From heat waste to heat source: Power Mining launches shipping-container data centres for city heating

The Latvian company’s first two datacenters, housed in shipping containers, will be shipped to a Scandinavian town, where they will be connected to the municipal heating system.
From heat waste to heat source: Power Mining launches shipping-container data centres for city heating

Personal Bitcoin mining device manufacturer Power Mining has developed a portable data centre that will heat towns using residual heat from Bitcoin mining. 

Bitcoin mining consumes a significant amount of electricity globally eliciting significant greenhouse gas emissions and local air-pollution impacts.

In response, the sector is advocating for ways to not only reduce the energy consumption of mining but also capture waste heat from mining hardware and feed it into district heating networks or local building systems. While classical datacenters can collect heat at approximately.

At 27°C, Power Mining data centres can reach up to 65°C, providing cities with more efficient sources of heat.  European data centres already make up more than 3 per cent of the continent’s total electricity consumption, which is expected to surpass 150 Tw/h annually – an equivalent of all of Poland’s electricity demands. 

Up to 40 per cent of this energy is turned into heat, which most often is released into the atmosphere. If this energy were collected and redirected back to heating, it could ensure up to 10 million European households with heat.

Heat collection from data centres could become one of the most effective ways to combine digitalisation and climate goals.

In one year, one Power Mining datacenter can mine up to 9.7 Bitcoin, and heat up to 2000 homes. With 1.6MW/h in power, the datacenter achieves 95 per cent energy efficiency, thereby providing the municipality with 1.52MW/h. The data centres are built in Latvia and cost from €300,000.

Because they are assembled in a shipping container, they can be easily shipped around the world.  Power Mining’s data centre is made up of eight server closets, each outfitted with 20 Whatsminer M63S++ servers that consume 10kW of electricity each, and create an equivalent amount of heat.

The servers can raise the incoming coolant temperature by 10-14°C, producing the equivalent amount of heat while mining Bitcoin.
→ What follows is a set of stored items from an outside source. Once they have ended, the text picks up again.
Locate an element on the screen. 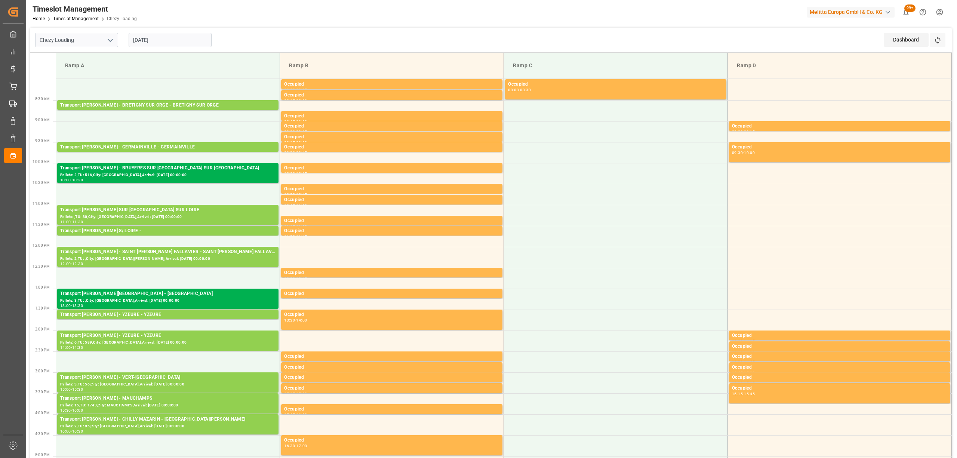 The image size is (957, 458). div: 09:15 is located at coordinates (301, 132).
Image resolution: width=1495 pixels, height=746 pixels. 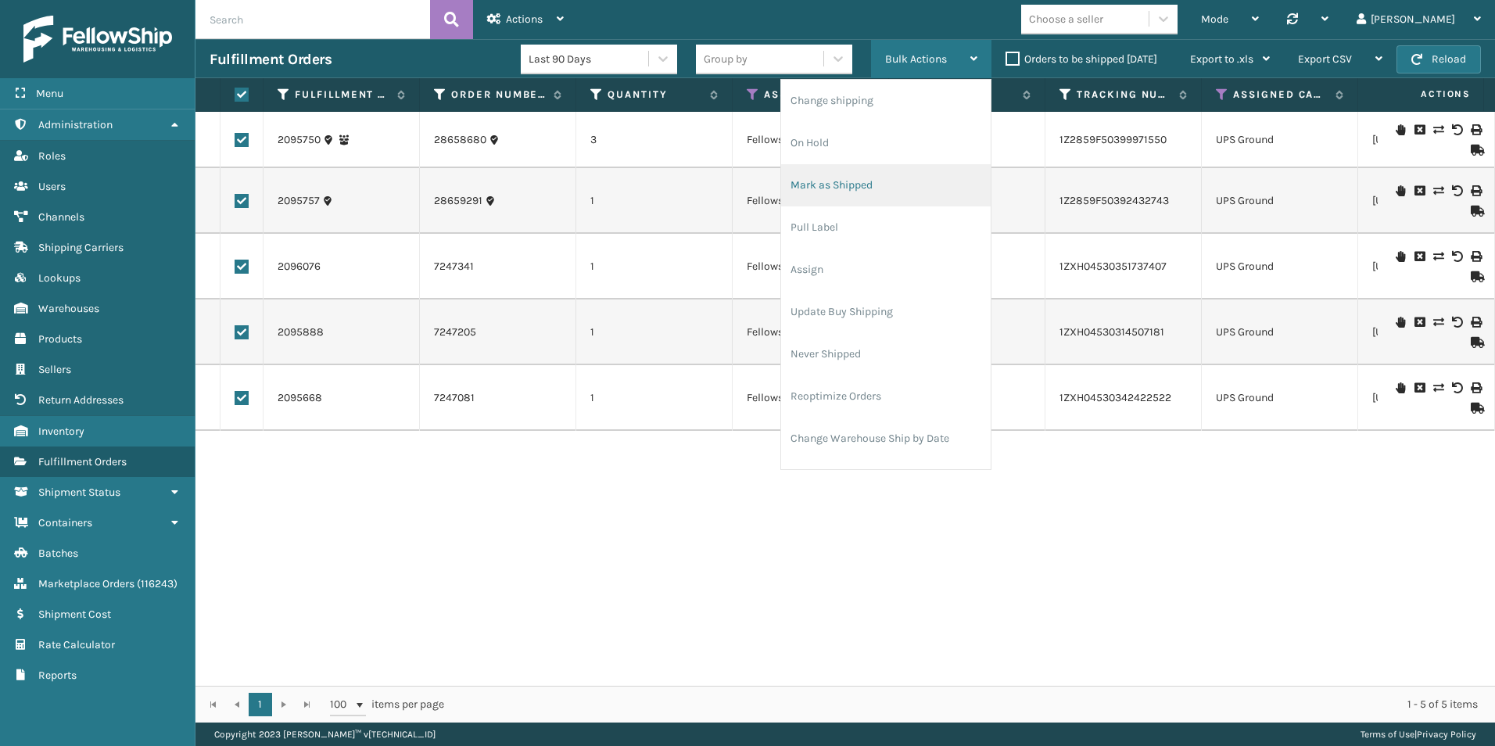 What do you see at coordinates (57, 675) in the screenshot?
I see `span: Reports` at bounding box center [57, 675].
Each server closet is equipped with warm and cool fluid collectors, which send the warmed liquid to a built-in heat pump station, where a 1.7 MW heat exchanger ensures the redistribution of heat from the data centre to the town’s heating grid. 

If the heating grid does not require additional heat from the datacenter, the heated fluid is redirected to a built-in dry cooler, which adjusts the temperature to suit the servers' needs. This way, the data centre is able to cool itself, and also contributes to balancing the municipality’s heating grid.
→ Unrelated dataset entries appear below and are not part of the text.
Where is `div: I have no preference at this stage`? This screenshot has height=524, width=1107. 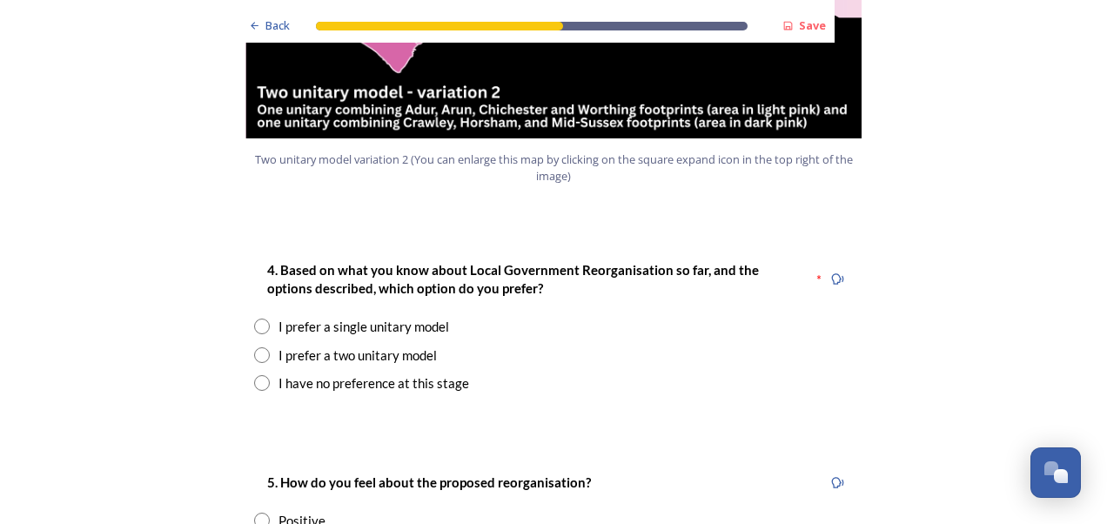 div: I have no preference at this stage is located at coordinates (373, 383).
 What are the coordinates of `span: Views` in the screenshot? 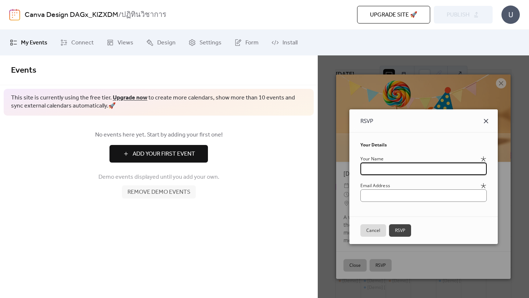 It's located at (125, 43).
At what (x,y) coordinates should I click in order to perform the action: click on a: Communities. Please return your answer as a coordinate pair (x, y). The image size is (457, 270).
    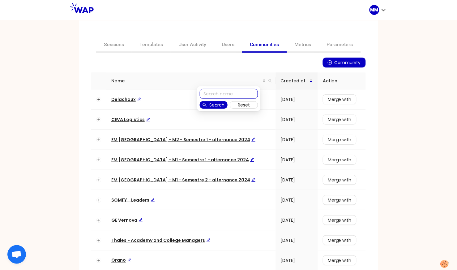
    Looking at the image, I should click on (264, 45).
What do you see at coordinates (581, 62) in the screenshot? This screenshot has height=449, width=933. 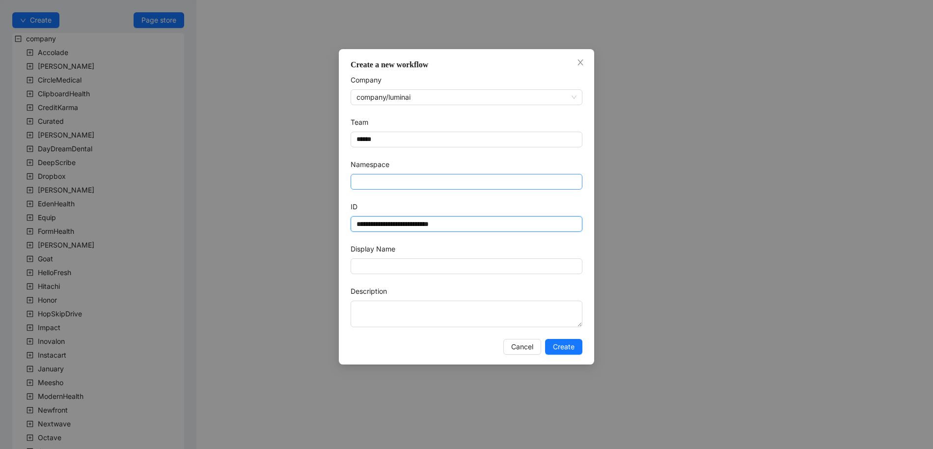 I see `span: close` at bounding box center [581, 62].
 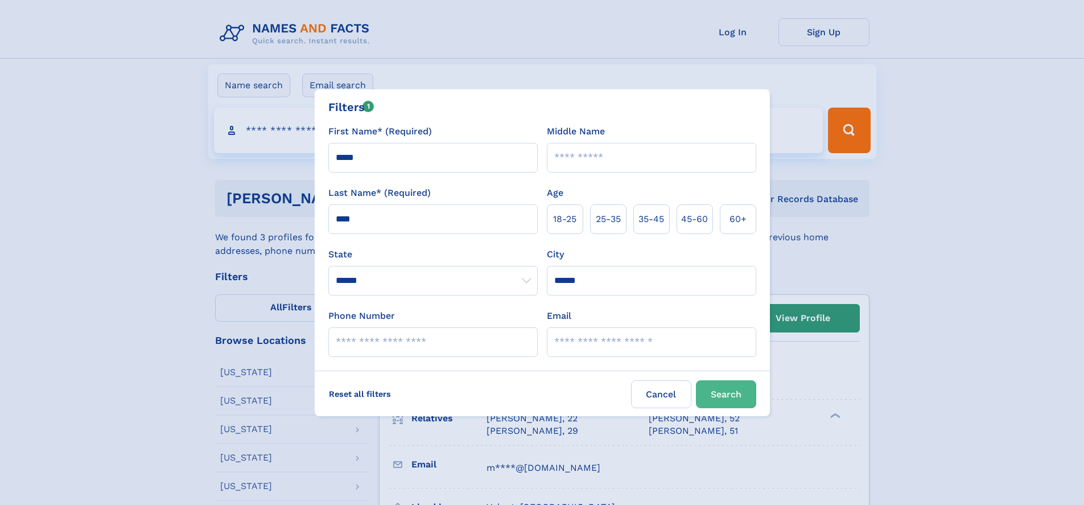 What do you see at coordinates (694, 219) in the screenshot?
I see `span: 45‑60` at bounding box center [694, 219].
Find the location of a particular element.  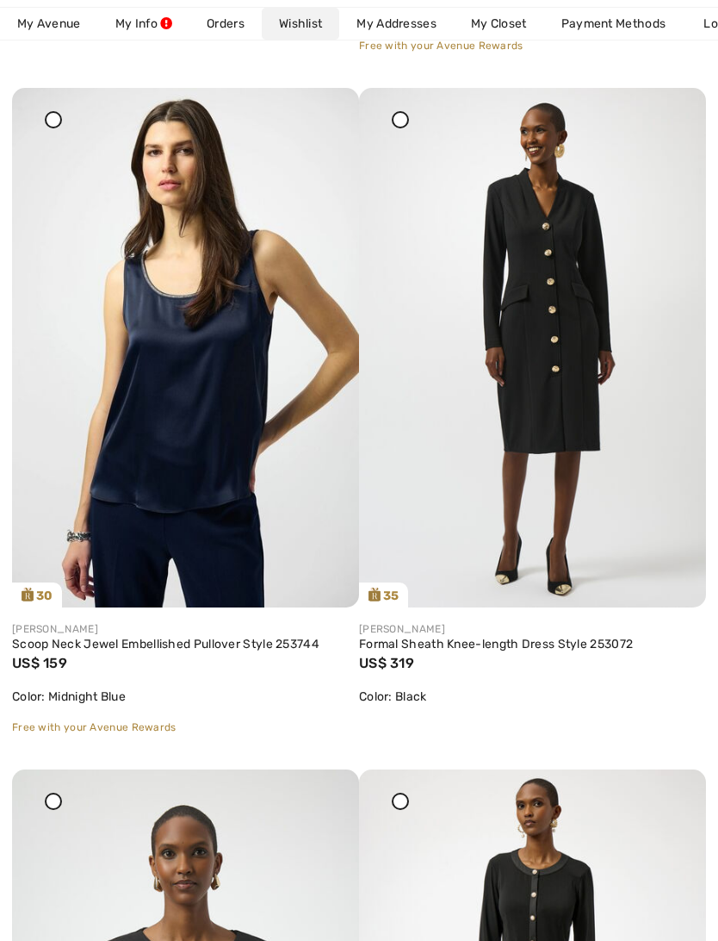

a: Formal Sheath Knee-length Dress Style 253072 is located at coordinates (532, 644).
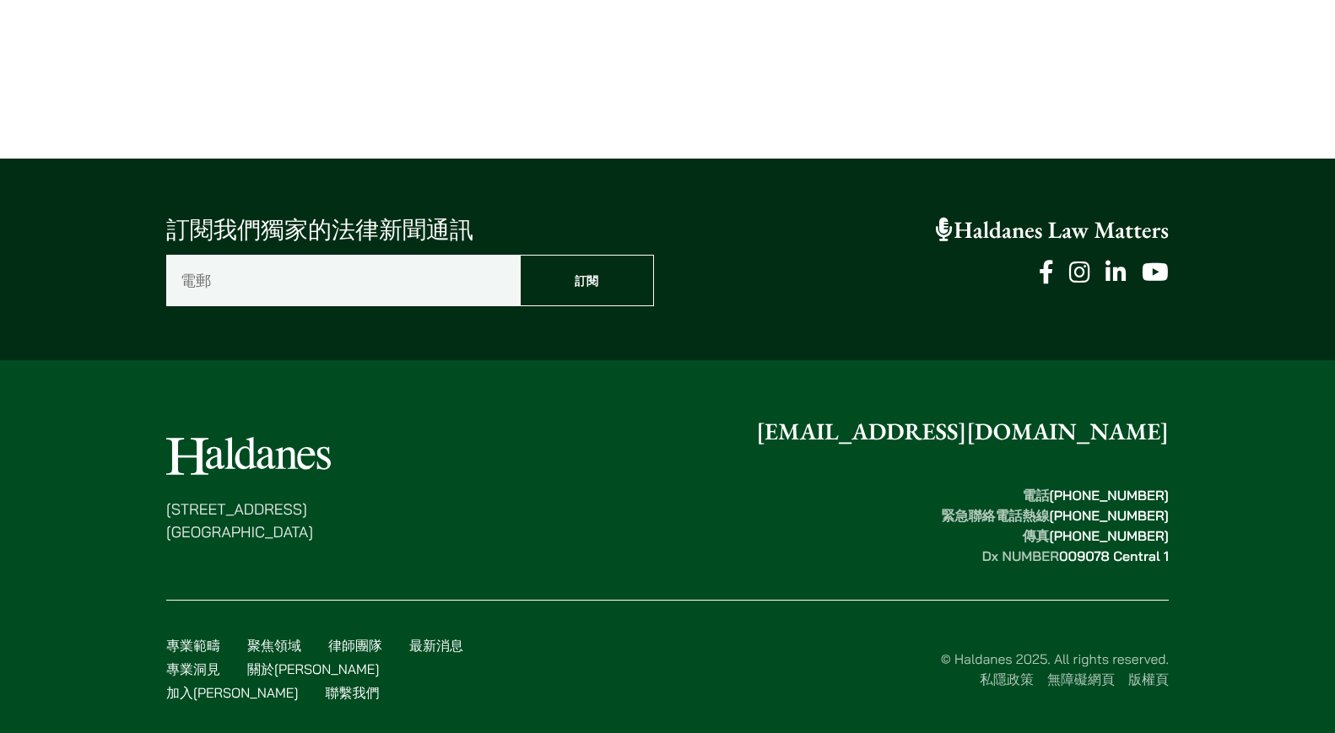 The height and width of the screenshot is (733, 1335). What do you see at coordinates (1007, 679) in the screenshot?
I see `a: 私隱政策` at bounding box center [1007, 679].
The Latvian company’s first two datacenters, housed in shipping containers, will be shipped to a Scandinavian town, where they will be connected to the municipal heating system. 

According to the Power Mining team: 

“We’re truly grateful to our partners for trusting us with such an ambitious and technically demanding project.
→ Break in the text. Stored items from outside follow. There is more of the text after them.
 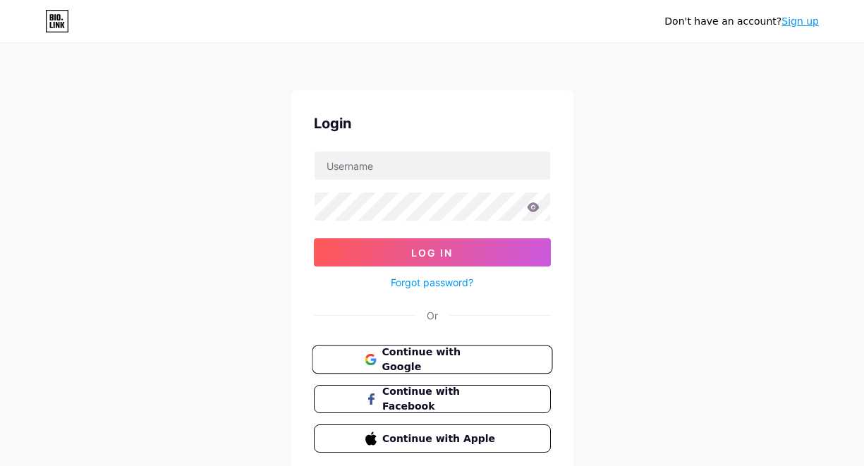 I want to click on div: Don't have an account?, so click(x=742, y=21).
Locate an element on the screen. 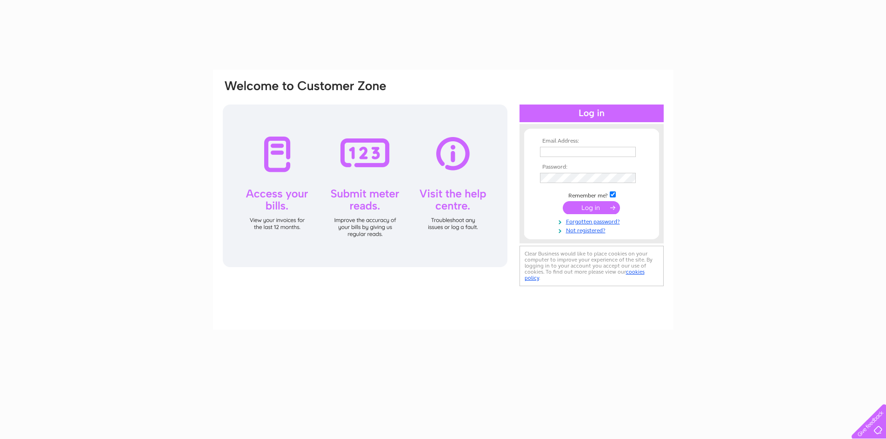  a: Forgotten password? is located at coordinates (592, 221).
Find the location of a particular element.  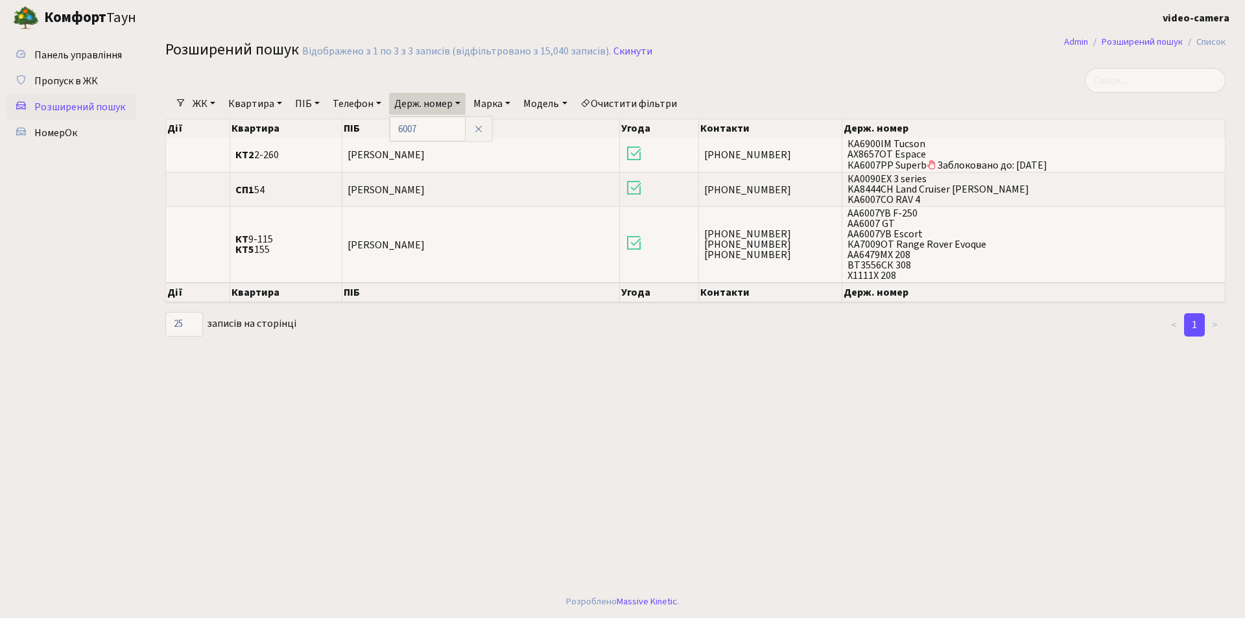

a: Очистити фільтри is located at coordinates (628, 104).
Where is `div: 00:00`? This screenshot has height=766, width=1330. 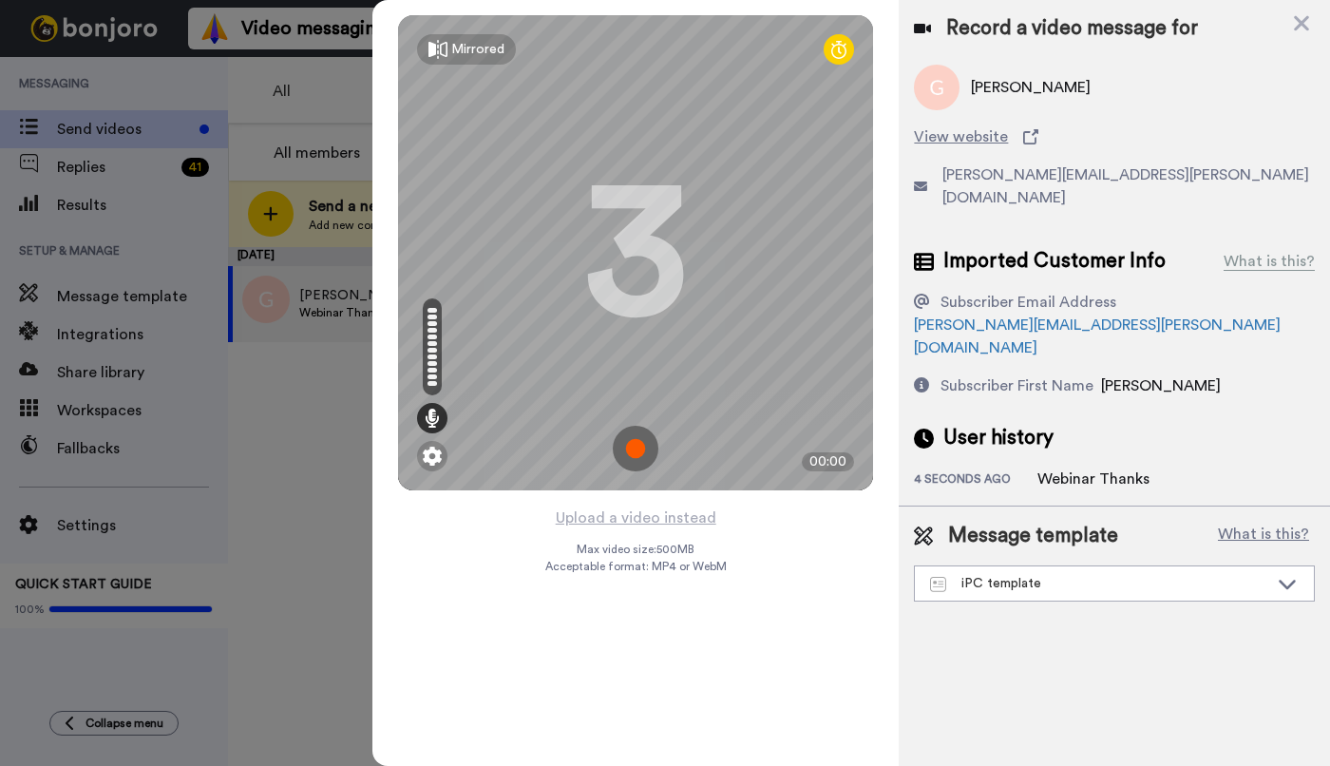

We hope this is only the beginning — an opportunity to scale this model further and demonstrate how Bitcoin mining can strengthen a town’s heating system, reduce waste, and deliver real, tangible value for local communities.”

In addition to building over 100 Bitcoin data centres, Power Mining also builds personal- and industrial-scale Bitcoin mining hardware. Their desktop miner is one of the most widely used open-source Bitcoin mining devices globally, with over 20,000 devices shipped worldwide.